ClimateGate debunked?

The AP reports no evidence of faked science. Skeptics point to e-mails entangling an AP reporter in the mess

Published December 15, 2009 6:36PM (EST)

Over the weekend, my Twitter feed overflowed with references to an Associated Press investigation of the climate change hacked e-mails, citing it is as definitive proof that "the messages don't support claims that the science of global warming was faked."

In reaching that conclusion, the story provides useful context to the e-mails, polls outside scientists for their reactions to the contretemps, and pulls no punches in describing bad behavior by the climate researchers at East Anglia University. It finishes with this coda:

The AP is mentioned several times in the e-mails, usually in reference to a published story.... The archive also includes a request from an AP reporter, one of the writers of this story, for reaction to a study, a standard step for journalists seeking quotes for their stories.

Aha, shouted the climate skeptic blogosphere, which wasted no time in parading the e-mail in question, written by AP reporter Seth Borenstein, earlier this summer:

Kevin, Gavin, Mike,

It's Seth again. Attached is a paper in JGR today that Marc Morano is hyping wildly. It's in a legit journal. Whatchya think?

Seth

For the skeptics, this e-mail is enough to prove that Borenstein "is just too damn cozy with the people he covers." I don't know about that. It seems like typical due diligence from a reporter, in a conversational style appropriate to interaction with sources that you trust. Formerly a top aide to Senator James Inhofe, Marc Morano is, without doubt, a master at the art of wildly hyping. He is a primal font of climate skepticism, with the amp always turned up to 11. I like David Roberts' summary:

Morano's entire job is to aggregate every misleading factoid, every attack on climate science or scientists, every crank skeptical statement from anyone in the world and send it all out periodically in email blasts that get echoed throughout the right-wing blog world and eventually find their way into places like Fox News and the Weekly Standard. From there they go, via columnists like George Will and Charles Krauthammer, into mainstream outlets like Newsweek and the Washington Post.

For a good example of how Morano conducts his business, here's an attack on none other than Seth Borenstein, which he published in August at his blog, ClimateDepot.

When you cover a beat as a journalist, it doesn't take long to learn who is trustworthy and who is a tool. Indeed, one of the big problems with mainstream journalism is that too many reporters don't let their readers know what they really think about the sources they quote or cite. I haven't been able yet to find a copy of Borenstein's report on the above-mentioned study published in the Journal of Geophysical Research -- which argued, by the way, that natural causes, not humans, were responsible for rising sea surface temperatures -- but I'll bet that Borenstein did not tell his readers that Mark Morano was "wildly hyping" it. And that's a shame, because the more we know about Mark Morano's tactics, the more we can understand why climate researchers who have to deal with his misrepresentations on a daily basis were driven to injudicious decisions.

As for me, I think Morano is a tool. And for the record, his old boss thinks the same of me.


Task requirements
Which of the lines below include "node"? Each one should be copied out.

Input data

[Start of Attachment]

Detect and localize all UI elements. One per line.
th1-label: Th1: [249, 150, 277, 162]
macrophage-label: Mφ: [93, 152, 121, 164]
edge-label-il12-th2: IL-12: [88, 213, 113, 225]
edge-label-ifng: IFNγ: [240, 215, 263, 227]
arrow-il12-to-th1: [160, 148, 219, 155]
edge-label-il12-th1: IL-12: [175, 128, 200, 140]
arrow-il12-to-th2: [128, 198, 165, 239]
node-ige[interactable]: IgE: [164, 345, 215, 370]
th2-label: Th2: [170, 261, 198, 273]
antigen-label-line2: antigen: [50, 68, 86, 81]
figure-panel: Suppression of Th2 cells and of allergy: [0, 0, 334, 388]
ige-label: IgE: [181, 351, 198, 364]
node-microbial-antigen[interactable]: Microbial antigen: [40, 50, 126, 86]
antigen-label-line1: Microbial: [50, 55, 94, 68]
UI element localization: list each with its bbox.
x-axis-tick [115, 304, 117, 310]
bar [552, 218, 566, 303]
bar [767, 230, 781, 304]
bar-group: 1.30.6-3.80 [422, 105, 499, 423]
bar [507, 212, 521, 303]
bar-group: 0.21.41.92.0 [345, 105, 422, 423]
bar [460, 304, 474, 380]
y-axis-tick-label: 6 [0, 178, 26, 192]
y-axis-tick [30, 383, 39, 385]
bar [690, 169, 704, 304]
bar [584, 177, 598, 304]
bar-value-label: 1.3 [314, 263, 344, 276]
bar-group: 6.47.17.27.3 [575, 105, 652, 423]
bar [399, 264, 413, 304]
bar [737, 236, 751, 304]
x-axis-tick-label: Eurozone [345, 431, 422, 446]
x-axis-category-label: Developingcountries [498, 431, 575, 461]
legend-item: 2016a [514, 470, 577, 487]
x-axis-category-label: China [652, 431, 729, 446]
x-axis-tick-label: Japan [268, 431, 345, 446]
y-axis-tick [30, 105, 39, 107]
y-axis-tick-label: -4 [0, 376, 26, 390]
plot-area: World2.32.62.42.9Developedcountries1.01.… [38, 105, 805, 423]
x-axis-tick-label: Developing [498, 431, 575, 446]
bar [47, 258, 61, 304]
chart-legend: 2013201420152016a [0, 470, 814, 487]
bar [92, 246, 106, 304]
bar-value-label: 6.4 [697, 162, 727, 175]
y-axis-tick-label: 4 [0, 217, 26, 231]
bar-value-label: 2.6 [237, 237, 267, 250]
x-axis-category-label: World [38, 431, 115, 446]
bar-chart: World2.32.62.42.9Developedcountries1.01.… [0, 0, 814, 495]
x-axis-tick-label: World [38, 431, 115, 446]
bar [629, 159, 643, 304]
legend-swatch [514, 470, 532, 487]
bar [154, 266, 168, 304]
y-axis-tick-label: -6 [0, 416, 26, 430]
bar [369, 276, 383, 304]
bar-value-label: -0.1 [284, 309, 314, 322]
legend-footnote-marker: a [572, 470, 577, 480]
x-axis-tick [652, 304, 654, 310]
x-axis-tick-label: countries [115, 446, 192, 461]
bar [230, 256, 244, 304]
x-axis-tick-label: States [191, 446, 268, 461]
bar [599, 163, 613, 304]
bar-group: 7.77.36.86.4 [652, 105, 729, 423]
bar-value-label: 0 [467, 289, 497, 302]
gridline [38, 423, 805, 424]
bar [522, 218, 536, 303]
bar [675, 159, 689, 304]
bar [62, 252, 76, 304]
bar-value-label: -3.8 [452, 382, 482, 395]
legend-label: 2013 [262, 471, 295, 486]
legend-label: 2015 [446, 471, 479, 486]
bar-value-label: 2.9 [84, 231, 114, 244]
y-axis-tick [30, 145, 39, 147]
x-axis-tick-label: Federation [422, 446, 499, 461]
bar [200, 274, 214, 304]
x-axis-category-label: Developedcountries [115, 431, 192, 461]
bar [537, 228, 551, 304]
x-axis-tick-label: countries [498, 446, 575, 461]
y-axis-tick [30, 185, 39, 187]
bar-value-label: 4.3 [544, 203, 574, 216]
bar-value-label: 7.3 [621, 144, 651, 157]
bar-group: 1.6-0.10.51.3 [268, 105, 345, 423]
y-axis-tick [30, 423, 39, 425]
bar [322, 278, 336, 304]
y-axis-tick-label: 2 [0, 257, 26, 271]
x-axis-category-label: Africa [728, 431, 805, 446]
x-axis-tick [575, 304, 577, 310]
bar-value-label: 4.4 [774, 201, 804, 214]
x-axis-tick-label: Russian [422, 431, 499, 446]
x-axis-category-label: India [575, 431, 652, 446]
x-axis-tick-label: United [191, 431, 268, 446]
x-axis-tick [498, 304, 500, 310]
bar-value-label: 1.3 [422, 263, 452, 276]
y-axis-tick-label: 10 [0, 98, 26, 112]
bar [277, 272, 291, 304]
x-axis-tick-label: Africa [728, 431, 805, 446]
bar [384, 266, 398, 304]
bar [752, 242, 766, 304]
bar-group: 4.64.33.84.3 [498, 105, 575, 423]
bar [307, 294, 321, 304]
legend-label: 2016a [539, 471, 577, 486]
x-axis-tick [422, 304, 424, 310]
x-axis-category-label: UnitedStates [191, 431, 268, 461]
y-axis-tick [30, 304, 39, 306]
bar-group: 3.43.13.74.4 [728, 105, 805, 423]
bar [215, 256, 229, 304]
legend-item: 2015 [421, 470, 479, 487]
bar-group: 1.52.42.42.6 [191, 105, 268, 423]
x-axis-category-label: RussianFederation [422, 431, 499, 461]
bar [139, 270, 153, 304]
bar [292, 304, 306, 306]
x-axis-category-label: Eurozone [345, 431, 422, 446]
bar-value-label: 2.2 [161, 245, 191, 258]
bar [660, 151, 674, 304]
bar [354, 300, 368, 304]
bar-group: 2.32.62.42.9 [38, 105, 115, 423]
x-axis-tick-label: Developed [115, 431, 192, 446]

[End of Attachment]

Output for this exercise
node-ige[interactable]: IgE: [164, 345, 215, 370]
node-microbial-antigen[interactable]: Microbial antigen: [40, 50, 126, 86]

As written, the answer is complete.